For more than a century, American historian Frederick Jackson Turner’s “frontier thesis”—which posits that the settlement and colonization of the rugged Western frontier proved the decisive factor in forming the culture of American democracy—was uniquely central to understanding American history.
Yet Native peoples viewed the expansion far differently from “winning the West” and “taming the wildness.”
To better understand how Native peoples perceived this transformational time frame in American history and its historical associations, Raymond Orr, director of the Native American and Global Indigenous Studies (NAGIS) project, the Elizabeth B. White Endowed Chair and Professor of Political Science in the University of Miami College of Arts and Sciences, turned to artificial intelligence.
“When asking whether Native Americans write or express themselves differently, we would probably say that they do, basing our answer on largely qualitative information,” said Orr, himself an enrolled member of the Citizen Potawatomi Nation, a federally recognized tribe in Oklahoma.
“With the use of AI and working with data scientists—a novel approach in terms of Native peoples research—we’ve been able to contribute a quantitative response to the question of expression,” Orr added.
For “Native-authored works in the HathiTrust Digital Library,” a project conducted in collaboration with the HathiTrust Research Center and with generous support from the Mellon Foundation, Orr and fellow researchers Kun Lu and Raina Heaton at the University of Oklahoma, Ryan Dubnicek at the University of Illinois Urbana-Champaign, and Isabella Magni at the University of Sheffield reviewed more than 700 authors’ works.
The researchers created two databases of the works of Native authors and non-Native authors to assess linguistic choices relating to “the frontier” and associative subjects and captured within a 200-year window of time.
“This computer-verified analysis acknowledges that authors write about American history differently. Many people can tell you that and you can believe it, but how widespread is it? Our study helps to establish that,” Orr said.
Native authors, for example, employed terms related to nature, colonization, and geography that have different implications for Native and non-Native peoples.
In reference to the term “frontier,” Native authors often quote or distance themselves from it, reflecting a viewpoint that expresses a point of loss rather than a central American character-building event, according to Orr.
The frontier has been described as the central event or process in creating the American character and driving major sociological and economic change—free and open land, the growth of a middle class, migration from the East and away from urban centers—and generated all kinds of literature related to it, he noted.
“You could assume that Native Americans would think about it differently, and we did find significant differences both qualitatively and quantitatively,” he said.
The researchers used a sentiment analysis—positive or negative associations—encapsulated within a five- to seven-word proxy or perimeter around the term, such as “the dangerous frontier” (negative) or “fortune was made on the frontier” (positive).
“We do want to know how people write differently and express themselves differently, and the study tells us about social change perhaps even more than about ethnic or cultural differences,” Orr added.
In terms of which authors qualify as Native vis-à-vis non-Native, Orr admitted the distinction was imperfect. Native peoples who were federally recognized on both sides of the border between U.S. and Canada were included.
Orr, who joined the University in 2023 after teaching stints in Oklahoma and Australia, brings a long history of exploring the political worlds of Native peoples to his role as NAGIS director.
“What we’re trying to do is highlight the ways in which Native peoples have made contributions and often have done so without recognition and under difficult circumstances,” Orr said.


**Exercise instructions:** Please return all records verbatim, no pictures.

= = = = =

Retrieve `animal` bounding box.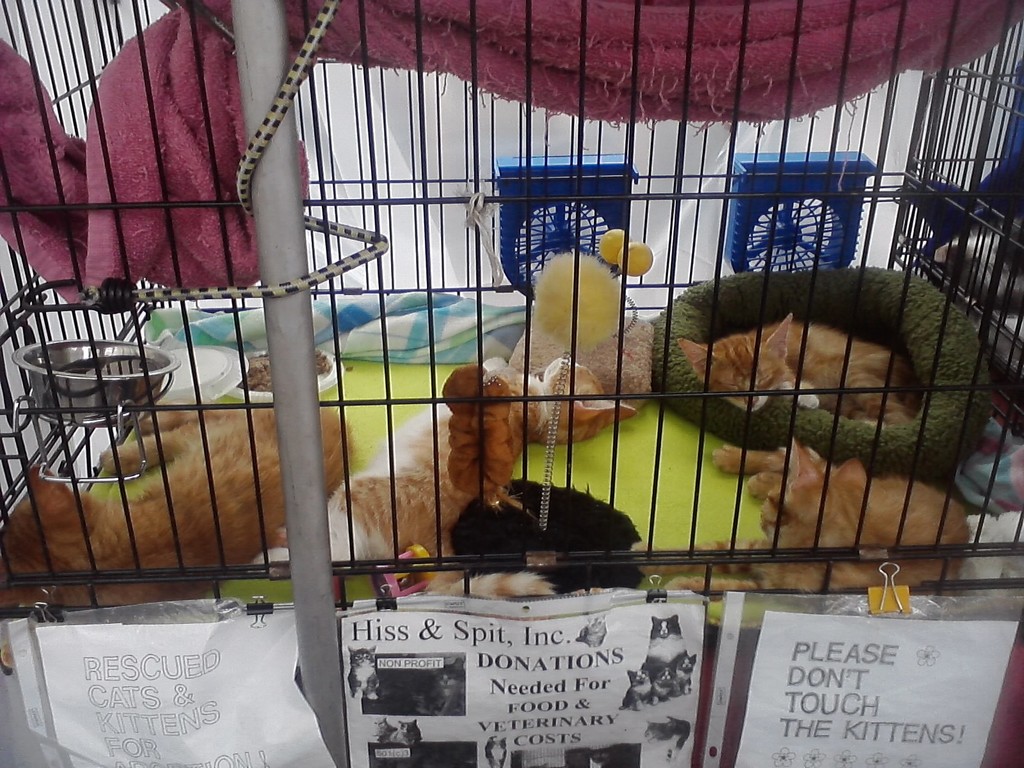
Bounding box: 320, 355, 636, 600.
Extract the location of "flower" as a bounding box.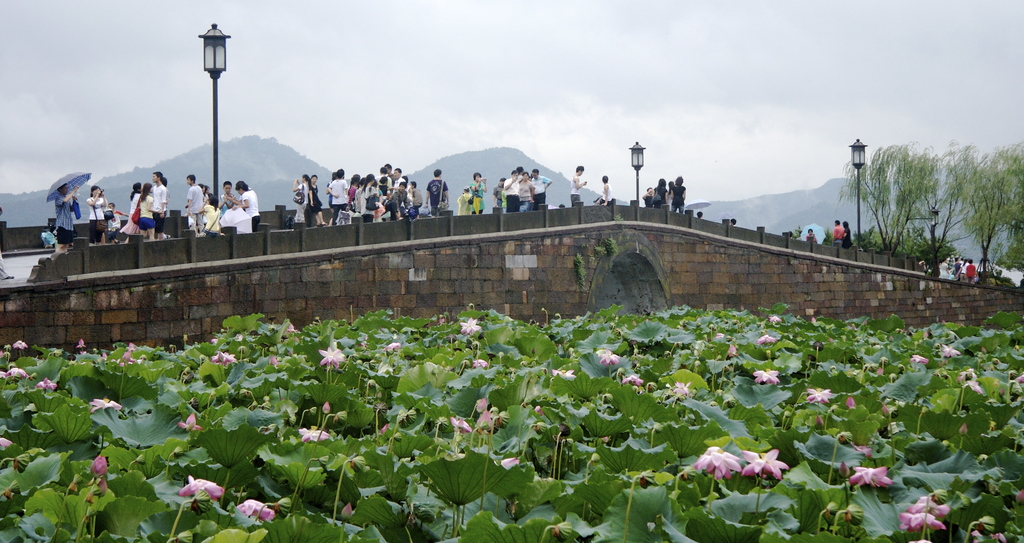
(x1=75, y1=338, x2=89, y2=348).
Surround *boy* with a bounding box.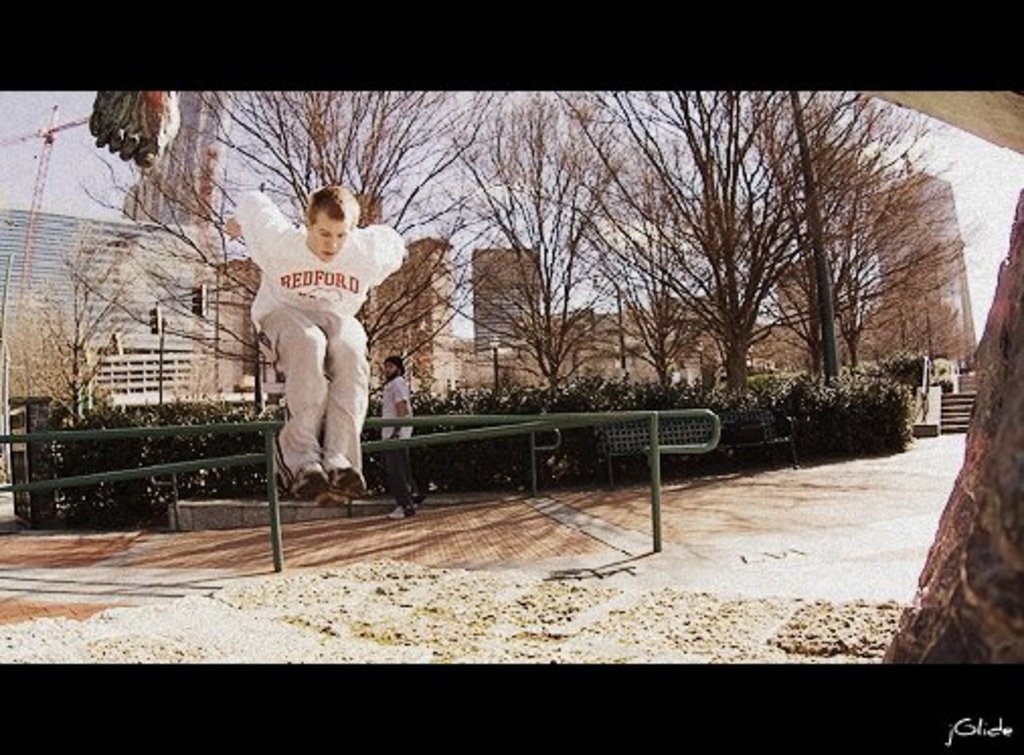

= = = = =

**Response area:**
Retrieve `animal` bounding box.
Bounding box: 320, 355, 636, 600.
Extract the location of "flower" as a bounding box.
(x1=75, y1=338, x2=89, y2=348).
Surround *boy* with a bounding box.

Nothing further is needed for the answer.